I found this as I was cleaning out my purse recently. A tram card from my January 2008 trip to Zagreb. This is how I move around town, for example, from my apartment in Britanac to my cousin's in Mercusevac (tram 11 or 6 or 1 to the square, then tram 14 to the end, then the bus to Mercusevac). I can also take tram 1 (my favorite line) from Britanac to the Ekonomski Fakultet.

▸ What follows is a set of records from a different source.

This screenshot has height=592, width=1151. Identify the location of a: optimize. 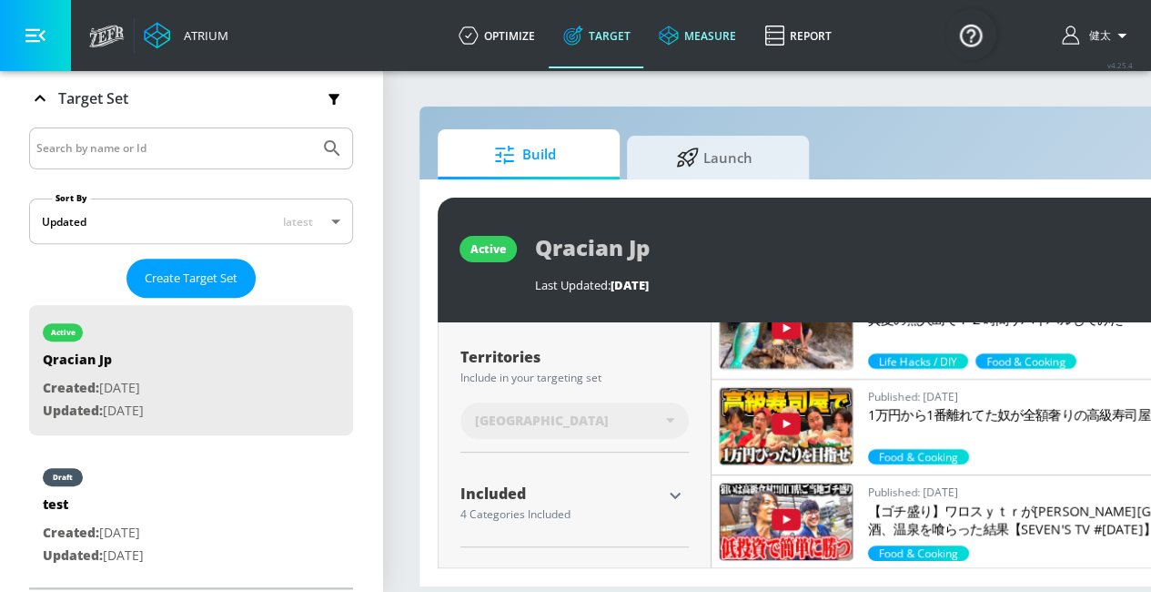
(496, 35).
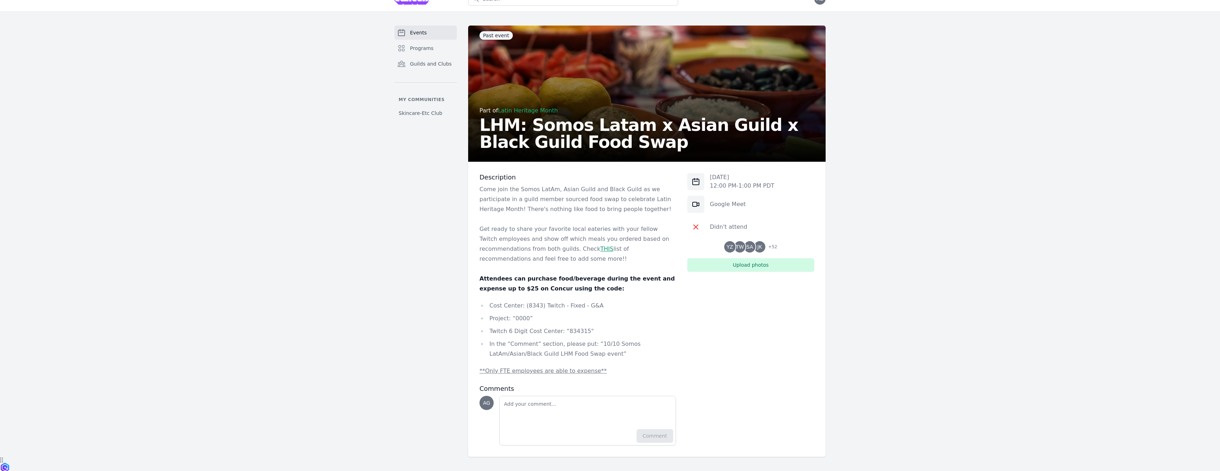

There are some times of day in which traffic in central Zagreb is too congested and hostile to take the tram. Just walk, or go to a cafe and wait. The trams in Zagreb, you see, run on lines that are on the street - the street and the trams share lanes - too much activity. And central Zagreb, or even its surroundings were not built to handle the traffic - the amount of people and cars - on them today. They were built in the 1970s and early 1980s when not everyone had a car. When, in the 80s, some license plate numbers were allowed to drive on some days and not on others. And now, everyone in Zagreb wants, perhaps needs, a car to get around. The city is spread out. And this traffic is not just to move through, or to and from, the suburbs, but to and from, and within the city center. It moves slowly.
It is nice to have a car, especially if that is the only big luxury you can afford. The luxury is not simply owning the car, or moving your body around the city, fast, but the experience of driving versus riding in the tram car. Even if the traffic in Zagreb is congested, and grates on the nerves, at least, in your car, you do not have to ride with the hoi poi. Sometimes, what I see and experience on the tram is disturbing.
I saw a married pair with a child, who must have been about age 3. I was with my Aunt, aged about 70, from a Zagreb of another time and place. The summer, sunny and hot, at least tram 11 now has the modern cars with air conditioning. We smelled this pair more than we saw them or shared space with them. The mother nursed her three year old on the tram. They were talking a language I could not understand, loudly. My Aunt was shocked and gave me such a look. Not fear of personal safety as you might have as a typical emotion in the USA from seeing something so unusual in public. But, what is this world, this place, this society, coming to, and where is it going? Not confusion, but shame and frustration.
I see many old women fight to get on and off the tram, fight for seats, I think I learned some of this from them, to use in other situations. But still, why do they fight, why are people not acceding to them? Wouldn't that be nice? And the general anxiety of that. The younger generation, I see them when I am traveling to and from the University, seems less anxious this way, they are socializing, gossiping through text messages or on the phone.
Then, there is the phenomenon of the ticket controllers. Very embarrassing to be caught, not worth it. Anyway, people who are there and not paying into the system should at least may their tram ticket. I once told an American who was a diplomat posted there and riding the tram with me and not paying a ticket.